- _Dataset records_:
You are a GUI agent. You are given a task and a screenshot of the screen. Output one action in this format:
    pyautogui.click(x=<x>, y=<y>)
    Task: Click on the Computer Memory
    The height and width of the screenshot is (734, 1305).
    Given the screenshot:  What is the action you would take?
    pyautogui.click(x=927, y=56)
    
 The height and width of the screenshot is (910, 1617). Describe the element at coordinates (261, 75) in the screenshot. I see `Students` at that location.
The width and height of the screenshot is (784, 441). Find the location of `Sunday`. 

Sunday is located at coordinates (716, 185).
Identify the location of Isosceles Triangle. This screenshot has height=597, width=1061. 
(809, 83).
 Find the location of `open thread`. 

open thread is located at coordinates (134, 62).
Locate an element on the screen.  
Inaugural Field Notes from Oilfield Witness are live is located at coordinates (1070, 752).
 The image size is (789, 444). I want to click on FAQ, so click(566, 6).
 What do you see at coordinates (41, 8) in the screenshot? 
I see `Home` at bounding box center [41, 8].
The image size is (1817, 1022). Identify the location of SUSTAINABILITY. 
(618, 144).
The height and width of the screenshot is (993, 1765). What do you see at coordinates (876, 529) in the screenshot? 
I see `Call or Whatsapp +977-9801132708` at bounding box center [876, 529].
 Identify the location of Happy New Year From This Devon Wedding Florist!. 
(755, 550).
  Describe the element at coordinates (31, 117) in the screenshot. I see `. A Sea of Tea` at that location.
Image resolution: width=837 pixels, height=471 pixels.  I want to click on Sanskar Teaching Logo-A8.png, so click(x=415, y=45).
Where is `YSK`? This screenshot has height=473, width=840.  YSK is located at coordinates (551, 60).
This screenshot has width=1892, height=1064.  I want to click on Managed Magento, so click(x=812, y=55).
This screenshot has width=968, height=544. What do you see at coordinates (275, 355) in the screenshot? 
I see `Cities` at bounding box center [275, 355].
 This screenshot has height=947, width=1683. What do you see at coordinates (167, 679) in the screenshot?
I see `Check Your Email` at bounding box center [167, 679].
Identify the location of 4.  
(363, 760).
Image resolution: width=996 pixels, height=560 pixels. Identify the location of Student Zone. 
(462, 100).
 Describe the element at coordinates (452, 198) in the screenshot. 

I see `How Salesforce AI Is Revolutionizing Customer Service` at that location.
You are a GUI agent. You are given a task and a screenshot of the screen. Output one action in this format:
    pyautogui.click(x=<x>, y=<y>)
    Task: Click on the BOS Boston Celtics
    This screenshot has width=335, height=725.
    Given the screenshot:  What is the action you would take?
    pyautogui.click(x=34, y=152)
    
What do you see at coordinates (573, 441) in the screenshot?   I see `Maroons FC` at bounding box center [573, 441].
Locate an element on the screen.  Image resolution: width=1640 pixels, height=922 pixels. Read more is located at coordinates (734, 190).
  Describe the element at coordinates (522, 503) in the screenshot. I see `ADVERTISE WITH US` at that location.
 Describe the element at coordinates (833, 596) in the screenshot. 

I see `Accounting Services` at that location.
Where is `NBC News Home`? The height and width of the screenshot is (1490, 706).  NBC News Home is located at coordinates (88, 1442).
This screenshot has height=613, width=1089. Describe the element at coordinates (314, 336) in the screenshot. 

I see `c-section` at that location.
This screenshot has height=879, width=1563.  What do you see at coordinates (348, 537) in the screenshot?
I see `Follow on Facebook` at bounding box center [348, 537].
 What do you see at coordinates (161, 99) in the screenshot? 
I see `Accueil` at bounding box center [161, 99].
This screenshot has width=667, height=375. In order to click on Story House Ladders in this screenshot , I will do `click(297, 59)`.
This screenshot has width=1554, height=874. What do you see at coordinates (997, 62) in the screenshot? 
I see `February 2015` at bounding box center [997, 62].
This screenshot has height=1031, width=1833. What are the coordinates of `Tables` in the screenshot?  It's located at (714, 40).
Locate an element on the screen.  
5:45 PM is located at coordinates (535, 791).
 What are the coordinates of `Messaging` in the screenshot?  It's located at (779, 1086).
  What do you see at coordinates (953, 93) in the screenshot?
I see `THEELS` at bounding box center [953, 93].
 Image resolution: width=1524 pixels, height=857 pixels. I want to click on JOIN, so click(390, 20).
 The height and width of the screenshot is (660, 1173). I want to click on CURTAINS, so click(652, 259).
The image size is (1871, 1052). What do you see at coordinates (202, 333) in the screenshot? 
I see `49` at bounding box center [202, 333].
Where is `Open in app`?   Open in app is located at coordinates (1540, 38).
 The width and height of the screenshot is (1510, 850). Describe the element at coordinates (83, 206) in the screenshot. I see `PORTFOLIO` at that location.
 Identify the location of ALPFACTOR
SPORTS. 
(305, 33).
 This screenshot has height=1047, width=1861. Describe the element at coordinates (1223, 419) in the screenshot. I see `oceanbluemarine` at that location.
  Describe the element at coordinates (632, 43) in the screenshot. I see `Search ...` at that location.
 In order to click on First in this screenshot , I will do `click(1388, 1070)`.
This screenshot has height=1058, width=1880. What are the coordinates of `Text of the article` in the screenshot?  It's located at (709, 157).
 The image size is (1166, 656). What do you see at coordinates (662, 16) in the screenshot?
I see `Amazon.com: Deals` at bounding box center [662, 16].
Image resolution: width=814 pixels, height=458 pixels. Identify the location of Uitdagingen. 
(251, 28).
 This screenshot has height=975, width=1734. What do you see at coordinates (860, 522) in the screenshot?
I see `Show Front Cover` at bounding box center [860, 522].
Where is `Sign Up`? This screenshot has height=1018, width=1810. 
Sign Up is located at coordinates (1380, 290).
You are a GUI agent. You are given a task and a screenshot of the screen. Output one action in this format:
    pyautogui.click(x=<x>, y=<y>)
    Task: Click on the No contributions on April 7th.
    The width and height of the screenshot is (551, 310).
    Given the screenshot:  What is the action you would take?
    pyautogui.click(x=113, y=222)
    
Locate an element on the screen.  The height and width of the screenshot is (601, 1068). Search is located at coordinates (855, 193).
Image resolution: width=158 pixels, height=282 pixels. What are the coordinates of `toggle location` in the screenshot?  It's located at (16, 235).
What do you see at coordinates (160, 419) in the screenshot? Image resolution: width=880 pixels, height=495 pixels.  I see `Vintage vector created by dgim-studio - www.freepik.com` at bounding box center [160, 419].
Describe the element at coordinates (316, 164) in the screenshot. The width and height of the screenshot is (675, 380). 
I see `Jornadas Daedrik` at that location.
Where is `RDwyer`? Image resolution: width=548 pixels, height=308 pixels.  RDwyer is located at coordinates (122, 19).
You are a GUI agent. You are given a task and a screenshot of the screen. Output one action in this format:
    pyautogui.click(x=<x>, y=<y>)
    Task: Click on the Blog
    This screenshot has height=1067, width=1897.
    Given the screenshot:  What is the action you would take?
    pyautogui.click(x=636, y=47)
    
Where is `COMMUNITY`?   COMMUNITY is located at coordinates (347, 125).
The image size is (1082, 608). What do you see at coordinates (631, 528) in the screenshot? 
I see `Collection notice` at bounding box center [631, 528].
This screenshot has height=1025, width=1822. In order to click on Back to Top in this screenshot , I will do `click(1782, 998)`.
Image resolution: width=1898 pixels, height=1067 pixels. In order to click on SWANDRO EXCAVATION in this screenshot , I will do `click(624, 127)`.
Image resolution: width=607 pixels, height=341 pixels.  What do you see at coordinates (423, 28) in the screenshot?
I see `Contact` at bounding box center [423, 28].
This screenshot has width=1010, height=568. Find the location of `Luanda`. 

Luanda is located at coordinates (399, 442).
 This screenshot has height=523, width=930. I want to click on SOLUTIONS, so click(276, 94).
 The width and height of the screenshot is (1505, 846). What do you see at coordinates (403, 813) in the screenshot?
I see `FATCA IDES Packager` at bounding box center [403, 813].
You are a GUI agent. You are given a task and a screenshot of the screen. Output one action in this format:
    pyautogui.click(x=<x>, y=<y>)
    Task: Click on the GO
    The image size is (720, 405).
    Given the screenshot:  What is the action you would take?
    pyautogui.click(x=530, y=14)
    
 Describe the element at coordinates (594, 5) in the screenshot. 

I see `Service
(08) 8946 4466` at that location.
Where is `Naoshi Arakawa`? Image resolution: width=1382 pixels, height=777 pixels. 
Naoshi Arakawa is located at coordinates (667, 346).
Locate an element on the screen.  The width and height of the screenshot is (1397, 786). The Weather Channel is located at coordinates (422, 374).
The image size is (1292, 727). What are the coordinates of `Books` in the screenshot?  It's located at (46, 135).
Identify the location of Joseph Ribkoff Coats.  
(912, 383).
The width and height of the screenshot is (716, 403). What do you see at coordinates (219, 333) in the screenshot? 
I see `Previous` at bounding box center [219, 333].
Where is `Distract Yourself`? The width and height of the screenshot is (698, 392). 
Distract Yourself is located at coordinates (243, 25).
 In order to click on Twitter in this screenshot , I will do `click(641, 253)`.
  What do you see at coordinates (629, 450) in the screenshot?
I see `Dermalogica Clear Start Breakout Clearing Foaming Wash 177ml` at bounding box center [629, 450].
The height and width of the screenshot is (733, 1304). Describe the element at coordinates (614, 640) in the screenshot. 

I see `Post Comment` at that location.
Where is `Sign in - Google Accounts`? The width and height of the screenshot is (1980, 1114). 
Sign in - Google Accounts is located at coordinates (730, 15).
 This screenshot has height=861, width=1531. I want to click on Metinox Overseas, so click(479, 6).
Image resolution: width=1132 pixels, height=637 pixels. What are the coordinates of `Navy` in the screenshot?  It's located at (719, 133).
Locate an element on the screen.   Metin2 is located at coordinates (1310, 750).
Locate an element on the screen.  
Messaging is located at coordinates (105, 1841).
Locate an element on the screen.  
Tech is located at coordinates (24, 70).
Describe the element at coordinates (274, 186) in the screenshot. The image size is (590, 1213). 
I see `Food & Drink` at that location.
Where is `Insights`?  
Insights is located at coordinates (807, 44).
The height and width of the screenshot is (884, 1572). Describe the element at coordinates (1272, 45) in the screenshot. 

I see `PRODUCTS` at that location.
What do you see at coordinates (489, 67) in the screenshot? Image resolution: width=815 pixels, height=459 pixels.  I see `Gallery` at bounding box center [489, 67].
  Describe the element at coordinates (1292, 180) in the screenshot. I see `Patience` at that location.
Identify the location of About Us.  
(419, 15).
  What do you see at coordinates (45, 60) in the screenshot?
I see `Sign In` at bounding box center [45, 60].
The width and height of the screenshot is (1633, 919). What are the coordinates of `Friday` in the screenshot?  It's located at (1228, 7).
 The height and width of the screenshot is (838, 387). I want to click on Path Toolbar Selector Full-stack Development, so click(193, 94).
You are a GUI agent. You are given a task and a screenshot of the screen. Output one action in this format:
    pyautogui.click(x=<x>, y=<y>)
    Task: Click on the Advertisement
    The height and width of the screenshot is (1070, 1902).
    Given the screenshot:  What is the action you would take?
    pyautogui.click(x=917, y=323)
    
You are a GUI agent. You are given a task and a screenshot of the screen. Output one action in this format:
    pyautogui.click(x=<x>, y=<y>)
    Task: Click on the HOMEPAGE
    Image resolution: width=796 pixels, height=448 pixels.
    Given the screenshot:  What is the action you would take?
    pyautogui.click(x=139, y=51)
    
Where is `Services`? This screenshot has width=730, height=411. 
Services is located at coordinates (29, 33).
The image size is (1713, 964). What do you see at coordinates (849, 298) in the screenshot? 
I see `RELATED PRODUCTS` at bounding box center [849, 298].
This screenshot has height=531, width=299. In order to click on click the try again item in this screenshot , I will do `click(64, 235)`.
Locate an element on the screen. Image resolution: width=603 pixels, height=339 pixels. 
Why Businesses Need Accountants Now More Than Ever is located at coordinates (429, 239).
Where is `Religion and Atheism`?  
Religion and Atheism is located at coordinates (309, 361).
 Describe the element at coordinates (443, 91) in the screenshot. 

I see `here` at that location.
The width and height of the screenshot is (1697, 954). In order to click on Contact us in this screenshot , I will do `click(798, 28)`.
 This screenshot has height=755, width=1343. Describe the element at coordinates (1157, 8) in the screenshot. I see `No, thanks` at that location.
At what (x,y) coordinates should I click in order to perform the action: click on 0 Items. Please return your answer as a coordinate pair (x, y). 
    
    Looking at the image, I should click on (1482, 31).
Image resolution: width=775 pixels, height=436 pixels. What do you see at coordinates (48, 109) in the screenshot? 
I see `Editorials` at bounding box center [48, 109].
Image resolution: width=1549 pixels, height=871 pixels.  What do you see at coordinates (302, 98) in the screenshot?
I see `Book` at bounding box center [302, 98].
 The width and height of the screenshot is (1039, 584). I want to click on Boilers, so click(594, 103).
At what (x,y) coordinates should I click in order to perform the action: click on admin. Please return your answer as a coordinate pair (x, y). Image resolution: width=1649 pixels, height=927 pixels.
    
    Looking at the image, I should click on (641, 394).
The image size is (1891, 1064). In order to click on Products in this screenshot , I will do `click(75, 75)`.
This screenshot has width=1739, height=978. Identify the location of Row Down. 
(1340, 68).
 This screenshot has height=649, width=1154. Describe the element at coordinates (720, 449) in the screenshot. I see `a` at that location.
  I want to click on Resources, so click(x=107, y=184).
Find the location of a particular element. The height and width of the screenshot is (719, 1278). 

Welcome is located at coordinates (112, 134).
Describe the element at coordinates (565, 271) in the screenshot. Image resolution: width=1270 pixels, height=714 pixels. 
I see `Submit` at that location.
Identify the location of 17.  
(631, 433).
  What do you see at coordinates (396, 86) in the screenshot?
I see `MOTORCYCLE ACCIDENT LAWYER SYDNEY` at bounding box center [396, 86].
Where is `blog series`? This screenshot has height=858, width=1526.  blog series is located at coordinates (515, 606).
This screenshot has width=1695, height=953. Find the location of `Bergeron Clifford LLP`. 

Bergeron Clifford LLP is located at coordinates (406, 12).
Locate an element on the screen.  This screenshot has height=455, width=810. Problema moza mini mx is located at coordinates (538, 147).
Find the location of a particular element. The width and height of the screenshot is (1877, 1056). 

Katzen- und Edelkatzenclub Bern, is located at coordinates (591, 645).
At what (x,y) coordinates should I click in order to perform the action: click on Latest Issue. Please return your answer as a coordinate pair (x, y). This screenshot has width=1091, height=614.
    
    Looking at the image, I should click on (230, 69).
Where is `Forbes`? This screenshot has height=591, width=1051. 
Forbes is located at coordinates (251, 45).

- _What to do_:
What do the lines of the material read, from the first through the line with "The height and width of the screenshot is (734, 1305)."? Transcribe them exactly and stop there.

- _Expected answer_:
You are a GUI agent. You are given a task and a screenshot of the screen. Output one action in this format:
    pyautogui.click(x=<x>, y=<y>)
    Task: Click on the Computer Memory
    The height and width of the screenshot is (734, 1305).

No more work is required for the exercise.